:: Task to carry out ::
Your reproduction of the entries should be exact and should contain no pictures.

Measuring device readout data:
◇ ◇ ◇ ◇ ◇ ◇ ◇
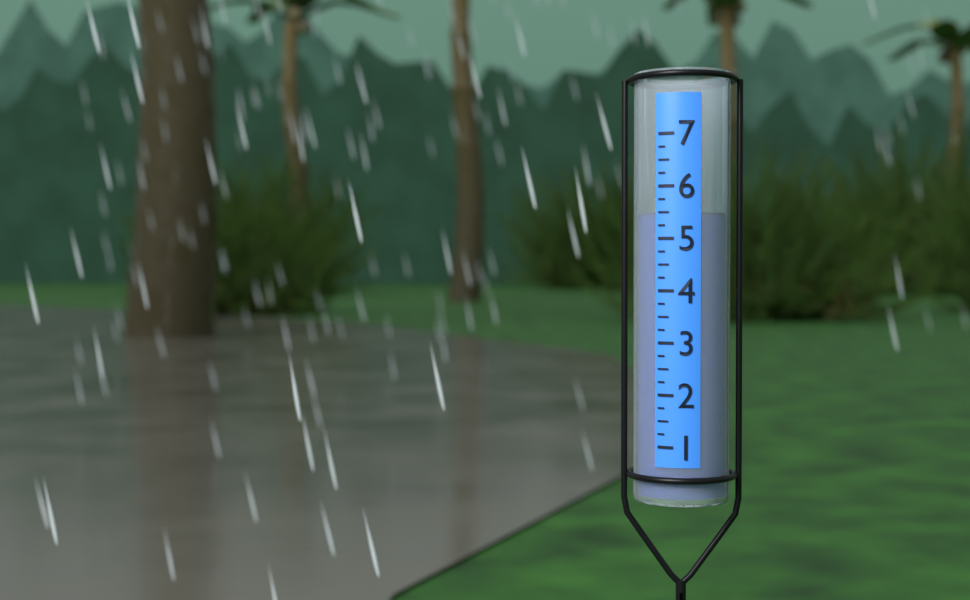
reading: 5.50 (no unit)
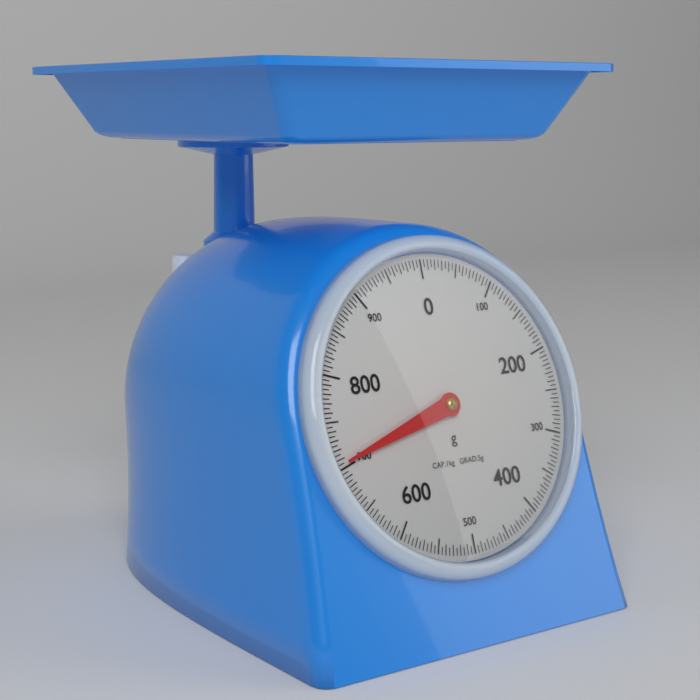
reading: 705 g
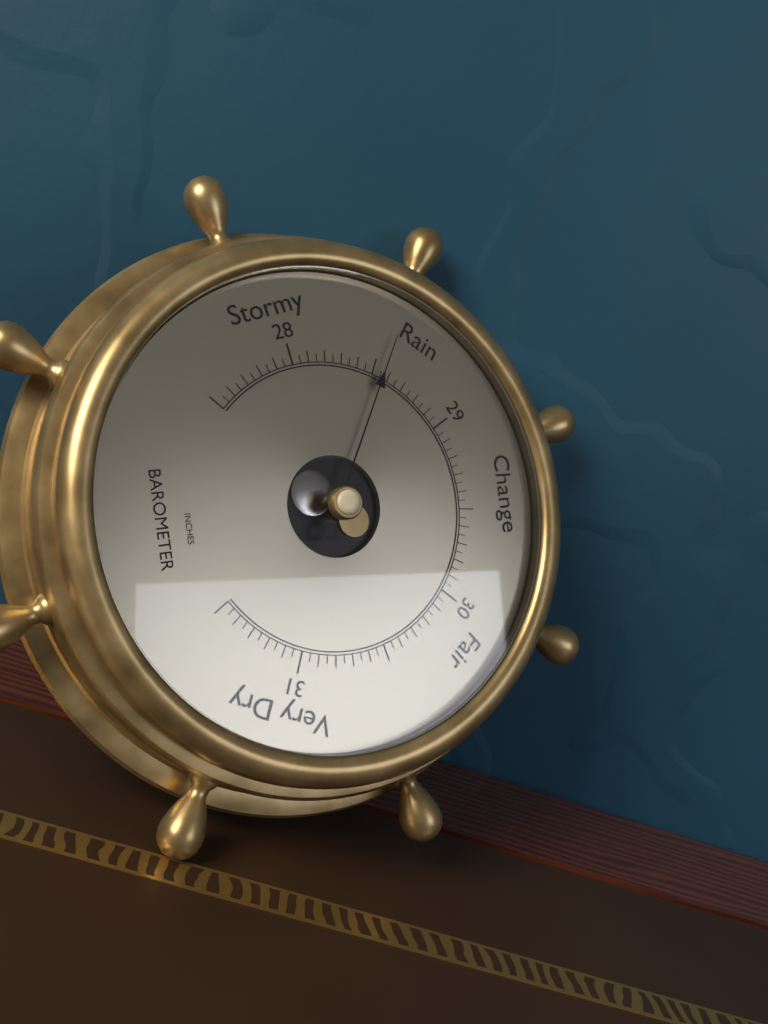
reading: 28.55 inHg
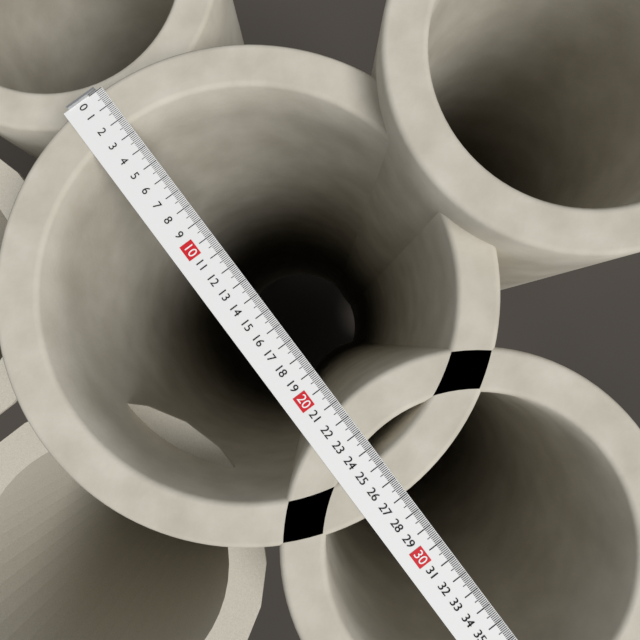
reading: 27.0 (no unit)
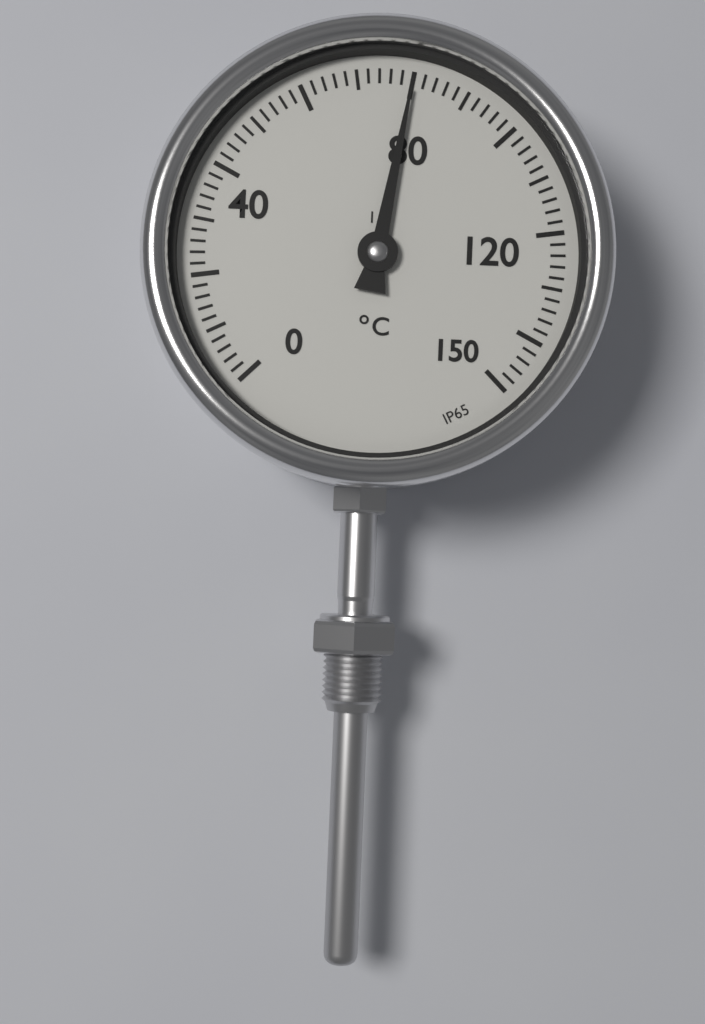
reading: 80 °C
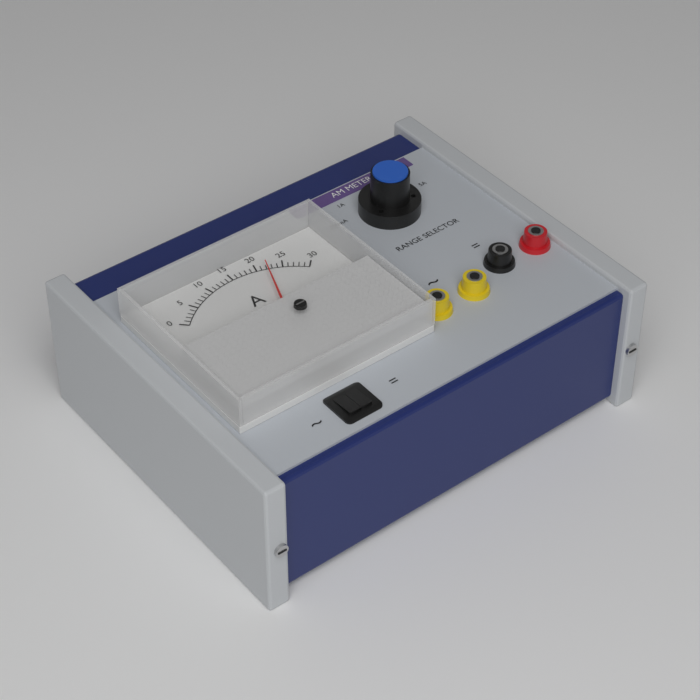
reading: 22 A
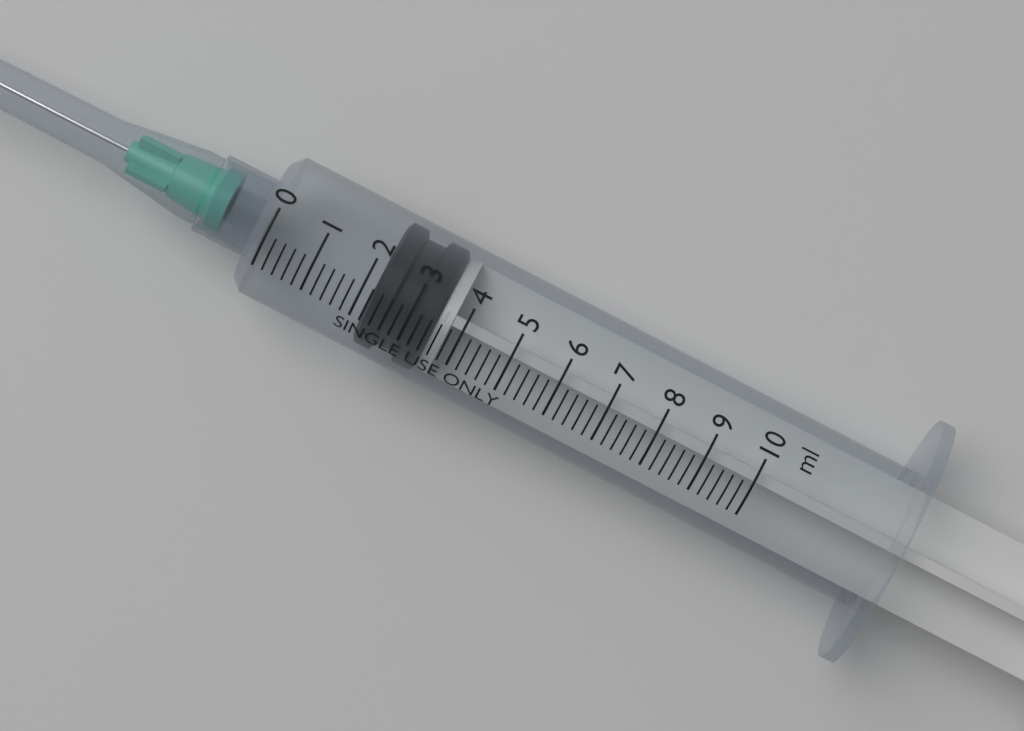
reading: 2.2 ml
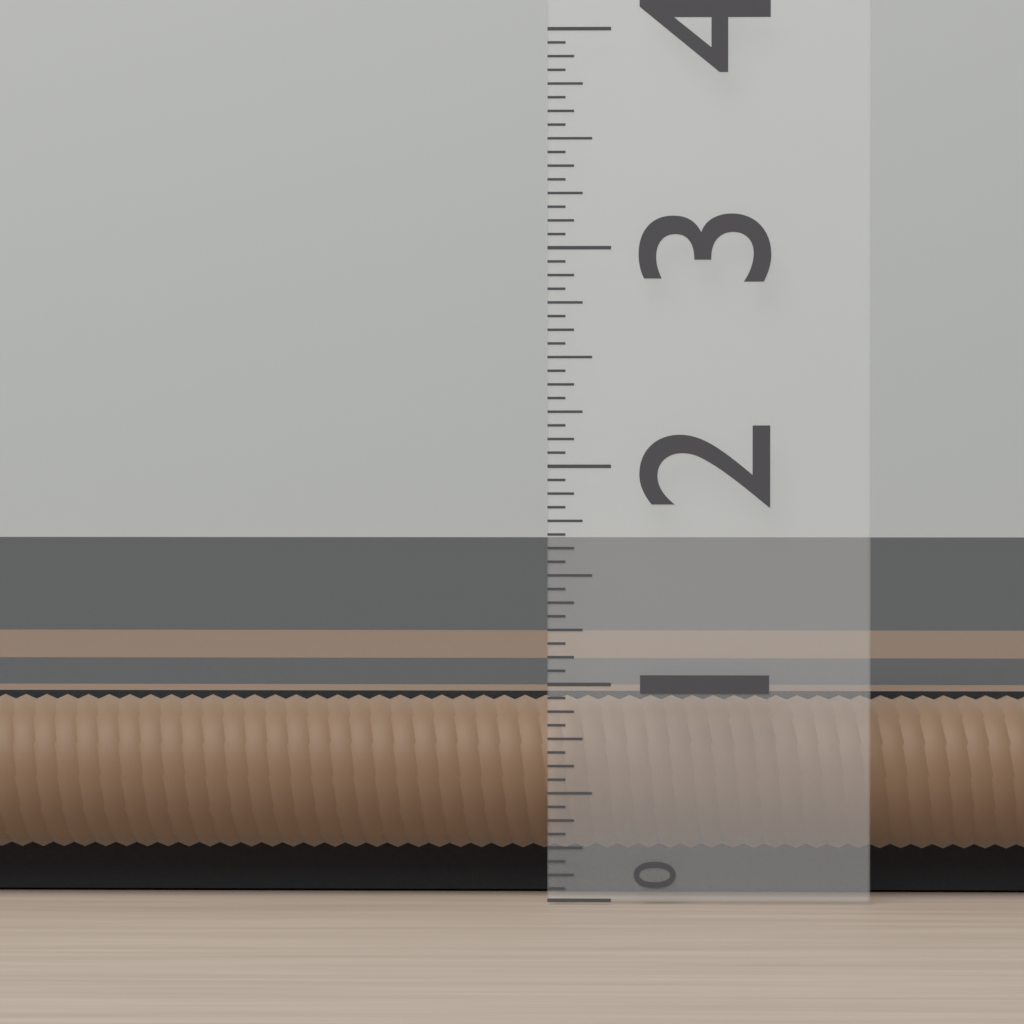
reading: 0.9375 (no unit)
◇ ◇ ◇ ◇ ◇ ◇ ◇
:: Response to the task ::
reading: 5.50 (no unit)
reading: 705 g
reading: 28.55 inHg
reading: 27.0 (no unit)
reading: 80 °C
reading: 22 A
reading: 2.2 ml
reading: 0.9375 (no unit)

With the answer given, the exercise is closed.